Employees look to leaders to make sense of ‘the way things work around here’ and what it takes to be an exemplary employee.15 35 The research reviewed finds that a more intentionally compassionate approach, even in brief interactions, makes a substantial difference for patients21 and sets the tone for how to interact with patients and with other care providers and employees.25 26 When leaders model compassion, they foster high-quality relationships with their employees, deepening their referent power, and in turn, strengthening their influence on employees to express compassion and guide how they do so. Leadership influence might also be leveraged during key moments like the aforementioned care encounters, but also when giving even informal performance feedback. For example, Zohar et al find in a randomised trial that providing feedback about the extent to which employees feel a frontline supervisor values safety shifts the extent to which they prioritise and talk about safety.66 By extension, clinical, frontline and top leaders could similarly coach their subordinates regarding the extent to which they exhibit and prioritise compassion. Modelling compassion in these key moments shows how to deliver care compassionately and how to lead compassionately and in doing so can cascade and spread the expression of compassion throughout an organisation from leaders to supervisors to frontline care providers to patients.

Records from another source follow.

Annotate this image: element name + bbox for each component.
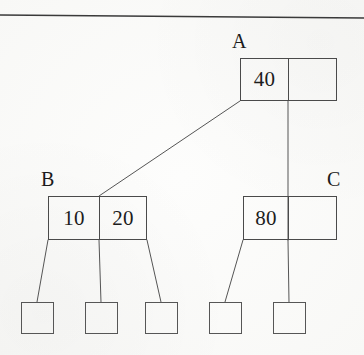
node-b: 10 20 (48, 196, 147, 240)
leaf-node (273, 302, 306, 334)
leaf-node (21, 302, 54, 334)
edge-b-to-leaf-3 (147, 240, 161, 302)
edge-c-to-leaf-4 (225, 240, 243, 302)
edge-a-to-b (99, 101, 240, 196)
leaf-node (145, 302, 178, 334)
node-label-c: C (327, 169, 340, 189)
node-c-cell-1 (289, 197, 336, 239)
edge-c-to-leaf-5 (288, 240, 289, 302)
diagram-line-layer (0, 0, 364, 355)
node-label-a: A (232, 31, 246, 51)
leaf-node (85, 302, 118, 334)
node-c-cell-0: 80 (244, 197, 289, 239)
node-label-b: B (41, 169, 54, 189)
node-a: 40 (240, 58, 337, 101)
leaf-node (209, 302, 242, 334)
horizontal-rule (0, 15, 364, 18)
node-b-cell-1: 20 (100, 197, 146, 239)
top-rule-group (0, 15, 364, 18)
figure-canvas: A 40 B 10 20 C 80 (0, 0, 364, 355)
node-a-cell-0: 40 (241, 59, 289, 100)
node-a-cell-1 (289, 59, 336, 100)
edge-b-to-leaf-1 (37, 240, 48, 302)
node-c: 80 (243, 196, 337, 240)
edge-b-to-leaf-2 (99, 240, 101, 302)
node-b-cell-0: 10 (49, 197, 100, 239)
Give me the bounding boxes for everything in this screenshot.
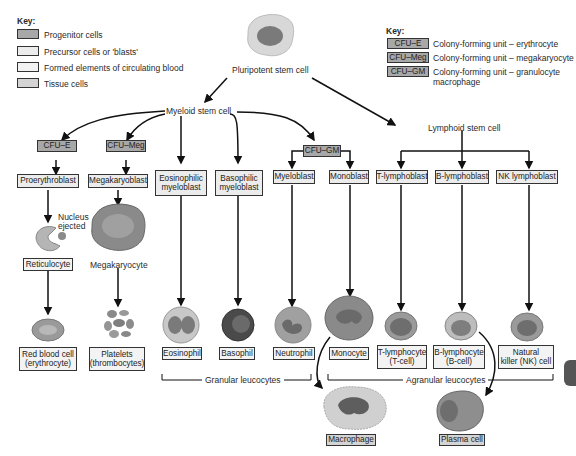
legend-swatch-progenitor xyxy=(17,29,39,39)
t-lymphoblast-box: T-lymphoblast xyxy=(376,170,428,184)
basophilic-line2: myeloblast xyxy=(219,183,258,193)
red-blood-cell-box: Red blood cell (erythrocyte) xyxy=(19,347,77,371)
eosinophilic-line1: Eosinophilic xyxy=(159,174,203,184)
basophilic-line1: Basophilic xyxy=(220,174,257,184)
nk-cell-box: Natural killer (NK) cell xyxy=(498,345,554,369)
t-lymphocyte-line2: (T-cell) xyxy=(389,357,414,367)
b-lymphocyte-box: B-lymphocyte (B-cell) xyxy=(433,345,485,369)
myeloblast-box: Myeloblast xyxy=(273,170,315,184)
platelets-line2: (thrombocytes) xyxy=(90,359,145,369)
monocyte-box: Monocyte xyxy=(329,347,369,360)
page-edge-tab xyxy=(564,360,576,386)
b-lymphocyte-line2: (B-cell) xyxy=(446,357,472,367)
legend-label-precursor: Precursor cells or 'blasts' xyxy=(44,47,138,57)
neutrophil-box: Neutrophil xyxy=(273,347,315,360)
monoblast-box: Monoblast xyxy=(329,170,369,184)
agranular-leucocytes-label: Agranular leucocytes xyxy=(403,375,488,385)
myeloid-stem-cell-label: Myeloid stem cell xyxy=(166,106,231,116)
b-lymphoblast-box: B-lymphoblast xyxy=(435,170,489,184)
b-lymphocyte-line1: B-lymphocyte xyxy=(434,348,484,358)
t-lymphocyte-image xyxy=(384,311,418,341)
legend-cfu-meg-label: Colony-forming unit – megakaryocyte xyxy=(433,53,574,63)
legend-label-tissue: Tissue cells xyxy=(44,79,88,89)
legend-cfu-gm-label: Colony-forming unit – granulocyte xyxy=(433,67,560,77)
lymphoid-stem-cell-label: Lymphoid stem cell xyxy=(428,123,500,133)
legend-swatch-formed xyxy=(17,62,39,72)
pluripotent-stem-cell-label: Pluripotent stem cell xyxy=(232,65,309,75)
rbc-line2: (erythrocyte) xyxy=(25,359,71,369)
eosinophil-image xyxy=(162,306,200,344)
plasma-cell-image xyxy=(433,389,487,433)
granular-leucocytes-label: Granular leucocytes xyxy=(202,375,284,385)
monocyte-image xyxy=(324,295,374,341)
nk-cell-image xyxy=(510,312,544,342)
cfu-meg-box: CFU–Meg xyxy=(106,140,146,152)
nucleus-ejected-line2: ejected xyxy=(58,221,85,231)
legend-left-title: Key: xyxy=(17,16,35,26)
legend-right: Key: CFU–E Colony-forming unit – erythro… xyxy=(384,26,573,86)
eosinophil-box: Eosinophil xyxy=(162,347,202,360)
red-blood-cell-image xyxy=(30,316,66,344)
basophil-box: Basophil xyxy=(219,347,255,360)
megakaryocyte-label: Megakaryocyte xyxy=(90,260,148,270)
cfu-gm-box: CFU–GM xyxy=(303,145,341,157)
basophilic-myeloblast-box: Basophilic myeloblast xyxy=(215,170,263,196)
nk-cell-line1: Natural xyxy=(513,348,539,358)
neutrophil-image xyxy=(274,306,312,344)
eosinophilic-myeloblast-box: Eosinophilic myeloblast xyxy=(155,170,207,196)
pluripotent-stem-cell-image xyxy=(244,12,296,58)
macrophage-box: Macrophage xyxy=(326,434,376,446)
legend-cfu-gm-label-2: macrophage xyxy=(433,77,480,87)
legend-right-title: Key: xyxy=(386,26,404,36)
reticulocyte-box: Reticulocyte xyxy=(23,258,73,271)
nk-lymphoblast-box: NK lymphoblast xyxy=(496,170,558,184)
legend-label-formed: Formed elements of circulating blood xyxy=(44,63,183,73)
b-lymphocyte-image xyxy=(444,311,478,341)
legend-cfu-e-box: CFU–E xyxy=(387,38,429,49)
t-lymphocyte-line1: T-lymphocyte xyxy=(378,348,427,358)
platelets-image xyxy=(102,306,136,340)
megakaryoblast-box: Megakaryoblast xyxy=(88,174,148,188)
nk-cell-line2: killer (NK) cell xyxy=(501,357,552,367)
macrophage-image xyxy=(318,383,390,433)
plasma-cell-box: Plasma cell xyxy=(439,434,485,446)
legend-swatch-precursor xyxy=(17,46,39,56)
legend-left: Key: Progenitor cells Precursor cells or… xyxy=(16,16,206,91)
legend-cfu-gm-box: CFU–GM xyxy=(387,66,429,77)
cfu-e-box: CFU–E xyxy=(37,140,77,152)
rbc-line1: Red blood cell xyxy=(22,350,74,360)
legend-cfu-e-label: Colony-forming unit – erythrocyte xyxy=(433,39,558,49)
legend-cfu-meg-box: CFU–Meg xyxy=(387,52,429,63)
platelets-box: Platelets (thrombocytes) xyxy=(89,347,145,371)
platelets-line1: Platelets xyxy=(101,350,132,360)
proerythroblast-box: Proerythroblast xyxy=(17,174,79,188)
basophil-image xyxy=(221,308,255,342)
legend-swatch-tissue xyxy=(17,78,39,88)
t-lymphocyte-box: T-lymphocyte (T-cell) xyxy=(377,345,427,369)
megakaryocyte-image xyxy=(88,200,148,252)
legend-label-progenitor: Progenitor cells xyxy=(44,30,103,40)
eosinophilic-line2: myeloblast xyxy=(161,183,200,193)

Focus on compassionate systems

In response to the epidemic of burnout among healthcare providers,6 there have been numerous recommendations for individualised coping strategies including apps and trainings related to compassion, mindfulness and resilience. Moreover, other counterproductive recommendations might be for already ‘depleted’ care providers to be more compassionate, generating compassion fatigue.59 Our review offers a practical guide of how to design for compassion such that it is more hardwired into the culture of the organisation and not an additional requirement for overstretched individuals. This occurs when investments are made to redeploy existing resources in service of compassion to employees60 61 or redesigned ways of working to create space and support for compassion.58 Top leaders should build on these efforts to holistically think through how they design hiring, onboarding, training, performance evaluation and compensation practices can jointly and systematically aid compassionate care delivery and an organisational culture of compassion and clinical and frontline leaders how they customise and implement them as a means to achieve healthier patients and a thriving workforce.

References

Footnotes

  • Twitter @Owen4Aidan

  • Contributors Both authors planned, researched, wrote and revised the manuscript.

  • Funding The authors have not declared a specific grant for this research from any funding agency in the public, commercial or not-for-profit sectors.

  • Competing interests None declared.

  • Patient consent for publication Not required.

  • Provenance and peer review Not commissioned; externally peer reviewed.